Julia Rodbell was teaching at a high school in Dallas when a violent mob stormed the U.S. Capitol on Jan. 6, 2021. Rodbell was shaken by the antisemitic symbols she saw among white nationalists in the crowd, disturbed by the quiet apathy to the event in her city, and, for the first time in her life, felt afraid to be a Jew in the United States.

In the following weeks, she enrolled in a master’s program at Tel Aviv University; when it was over, she made her immigration to Israel official.

“I looked around the world at all the places it was unsafe to be a Jew, and, suddenly, America was one of them,” said Rodbell, 26, a day after receiving her Israeli government-issued immigrant documents. “In Israel, I feel comfortable. I feel at home.”

Rodbell is one of nearly 4,000 Jews who emigrated from the United States to Israel in the past year. But she has arrived just as the most religiously fundamentalist government in the country’s history comes to power, with plans to ban the immigration of Jews like her. Rodbell’s mother is not Jewish, so she does not fit the strictest, Orthodox criteria for being a Jew.

The contentious initiative could strip at least 3 million Jews around the world of their right to Israeli citizenship, according to Israeli media. It is championed by Religious Zionism, a bloc of once-fringe, far-right politicians that is slated to be the second largest in the incoming government, after Prime Minister-elect Benjamin Netanyahu’s right-wing Likud party.

Bezalel Smotrich, Religious Zionism’s leader, promised earlier this month to change Israel’s immigration policy, which was passed unanimously in 1950 to deliver on the promise of a Jewish homeland in the aftermath of the Holocaust.

“It is a social and Jewish time bomb that must be dealt with,” Smotrich said of the policy in an interview with the ultra-Orthodox radio station Kol Barama this month.

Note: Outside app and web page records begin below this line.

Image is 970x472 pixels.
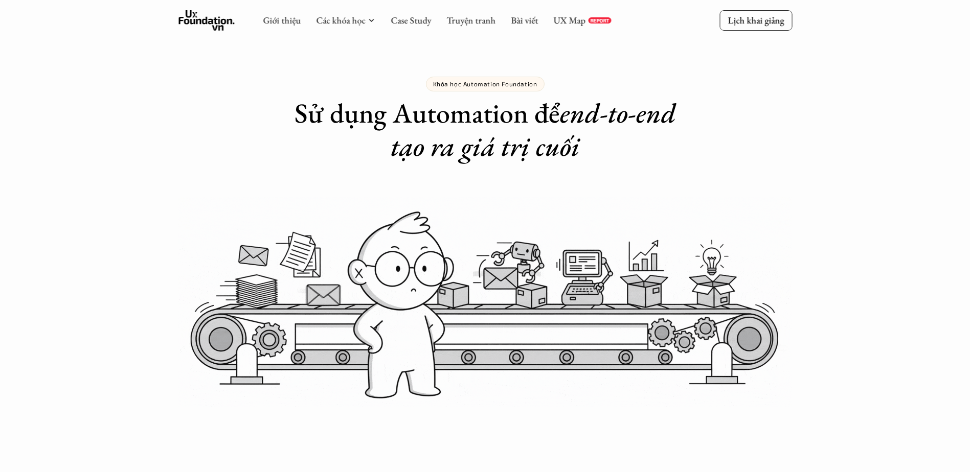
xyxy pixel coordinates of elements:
[588,17,611,24] a: REPORT
[391,14,431,26] a: Case Study
[391,95,682,164] em: end-to-end tạo ra giá trị cuối
[719,10,792,30] a: Lịch khai giảng
[263,14,301,26] a: Giới thiệu
[728,14,784,26] p: Lịch khai giảng
[590,17,609,24] p: REPORT
[316,14,365,26] a: Các khóa học
[433,80,537,87] p: Khóa học Automation Foundation
[446,14,495,26] a: Truyện tranh
[553,14,585,26] a: UX Map
[511,14,538,26] a: Bài viết
[281,97,690,163] h1: Sử dụng Automation để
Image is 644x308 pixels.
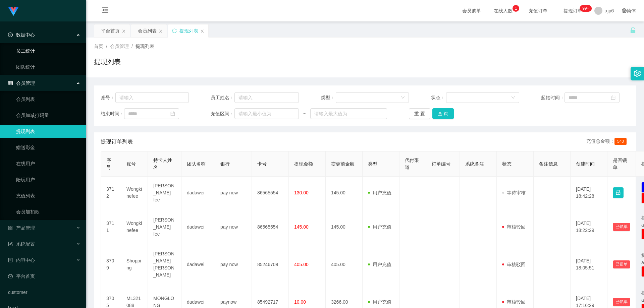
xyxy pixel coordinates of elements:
span: 提现列表 [135,44,154,49]
td: 86565554 [252,209,289,245]
a: 图标: dashboard平台首页 [8,270,80,283]
td: Wongkinefee [121,209,148,245]
div: 会员列表 [138,24,157,37]
span: 用户充值 [368,224,391,230]
td: [PERSON_NAME] fee [148,209,182,245]
span: 首页 [94,44,103,49]
span: 在线人数 [491,8,516,13]
td: dadawei [182,209,215,245]
td: 3712 [101,177,121,209]
span: 订单编号 [432,161,451,167]
span: 405.00 [294,262,309,267]
h1: 提现列表 [94,57,121,67]
i: 图标: sync [172,28,177,33]
span: 变更前金额 [331,161,355,167]
span: 持卡人姓名 [153,158,172,170]
i: 图标: close [122,29,126,33]
span: 会员管理 [110,44,129,49]
i: 图标: form [8,242,13,246]
button: 图标: lock [613,187,624,198]
td: pay now [215,209,252,245]
span: 数据中心 [8,32,35,38]
i: 图标: setting [634,70,641,77]
span: 用户充值 [368,190,391,195]
td: pay now [215,177,252,209]
span: / [131,44,133,49]
span: 创建时间 [576,161,595,167]
span: 结束时间： [101,110,124,118]
td: 3711 [101,209,121,245]
td: [DATE] 18:42:28 [571,177,608,209]
span: 类型 [368,161,378,167]
sup: 1 [513,5,519,12]
span: 提现订单列表 [101,138,133,146]
a: 赠送彩金 [16,141,80,154]
span: 银行 [220,161,230,167]
i: 图标: global [622,8,627,13]
p: 1 [515,5,517,12]
span: 充值区间： [211,110,234,118]
span: 是否锁单 [613,158,627,170]
span: 备注信息 [539,161,558,167]
span: 账号 [127,161,136,167]
button: 已锁单 [613,260,631,269]
sup: 228 [580,5,592,12]
i: 图标: menu-fold [94,0,117,22]
button: 已锁单 [613,298,631,306]
td: [DATE] 18:22:29 [571,209,608,245]
span: 卡号 [258,161,267,167]
i: 图标: table [8,81,13,85]
i: 图标: down [512,96,515,100]
a: 陪玩用户 [16,173,80,186]
span: 充值订单 [525,8,551,13]
td: 86565554 [252,177,289,209]
span: 团队名称 [187,161,206,167]
input: 请输入 [235,92,299,103]
td: 85246709 [252,245,289,284]
i: 图标: check-circle-o [8,33,13,37]
td: [PERSON_NAME] fee [148,177,182,209]
span: 系统备注 [465,161,484,167]
i: 图标: appstore-o [8,226,13,231]
div: 提现列表 [180,24,198,37]
i: 图标: calendar [171,112,175,116]
input: 请输入最小值为 [235,108,299,119]
span: 账号： [101,94,116,101]
a: customer [8,286,80,299]
td: Wongkinefee [121,177,148,209]
span: / [106,44,107,49]
div: 平台首页 [101,24,120,37]
span: 产品管理 [8,225,35,231]
i: 图标: down [401,96,405,100]
a: 团队统计 [16,61,80,74]
span: 审核驳回 [502,300,526,305]
span: 用户充值 [368,300,391,305]
span: 序号 [106,158,111,170]
a: 充值列表 [16,189,80,202]
span: 提现金额 [294,161,313,167]
i: 图标: close [200,29,204,33]
td: 145.00 [326,209,363,245]
span: 员工姓名： [211,94,234,101]
span: 130.00 [294,190,309,195]
a: 会员加减打码量 [16,109,80,122]
span: ~ [299,110,311,118]
td: [PERSON_NAME] [PERSON_NAME] [148,245,182,284]
span: 状态 [502,161,512,167]
i: 图标: calendar [611,95,616,100]
i: 图标: close [159,29,163,33]
span: 起始时间： [541,94,565,101]
a: 会员加扣款 [16,205,80,219]
a: 员工统计 [16,44,80,58]
td: Shopping [121,245,148,284]
a: 在线用户 [16,157,80,171]
span: 540 [615,138,627,145]
a: 提现列表 [16,125,80,138]
td: pay now [215,245,252,284]
span: 10.00 [294,300,306,305]
td: dadawei [182,177,215,209]
span: 提现订单 [560,8,586,13]
button: 查 询 [433,108,454,119]
span: 类型： [321,94,336,101]
td: 3709 [101,245,121,284]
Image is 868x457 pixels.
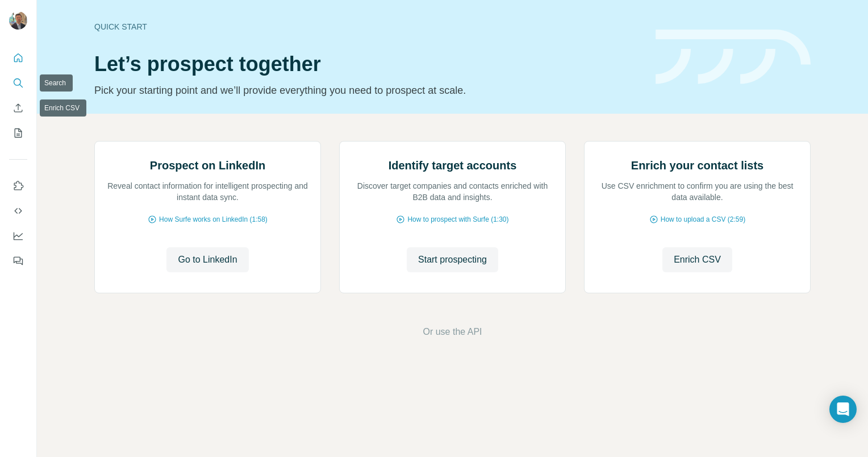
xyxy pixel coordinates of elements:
[389,158,517,173] h2: Identify target accounts
[631,158,764,173] h2: Enrich your contact lists
[9,48,27,68] button: Quick start
[106,180,309,203] p: Reveal contact information for intelligent prospecting and instant data sync.
[9,201,27,221] button: Use Surfe API
[596,180,799,203] p: Use CSV enrichment to confirm you are using the best data available.
[661,214,745,225] span: How to upload a CSV (2:59)
[9,98,27,118] button: Enrich CSV
[95,82,642,98] p: Pick your starting point and we’ll provide everything you need to prospect at scale.
[9,123,27,143] button: My lists
[656,30,811,85] img: banner
[418,253,487,266] span: Start prospecting
[159,214,268,225] span: How Surfe works on LinkedIn (1:58)
[9,176,27,196] button: Use Surfe on LinkedIn
[829,395,856,423] div: Open Intercom Messenger
[9,12,27,30] img: Avatar
[150,158,265,173] h2: Prospect on LinkedIn
[9,73,27,93] button: Search
[407,214,508,225] span: How to prospect with Surfe (1:30)
[9,226,27,246] button: Dashboard
[423,325,482,339] button: Or use the API
[407,247,498,272] button: Start prospecting
[674,253,721,266] span: Enrich CSV
[95,21,642,32] div: Quick start
[167,247,248,272] button: Go to LinkedIn
[351,180,554,203] p: Discover target companies and contacts enriched with B2B data and insights.
[95,53,642,75] h1: Let’s prospect together
[178,253,237,266] span: Go to LinkedIn
[9,250,27,271] button: Feedback
[662,247,732,272] button: Enrich CSV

Israel’s Law of Return guarantees citizenship to any Jew, from any country in the world, who is able to prove a connection to at least one Jewish grandparent. It enabled the immigration of some 900,000 Jews from other parts of the Arab world, more than a million Jews escaping the collapse of the Soviet Union and tens of thousands more fleeing religious persecution in Ethiopia.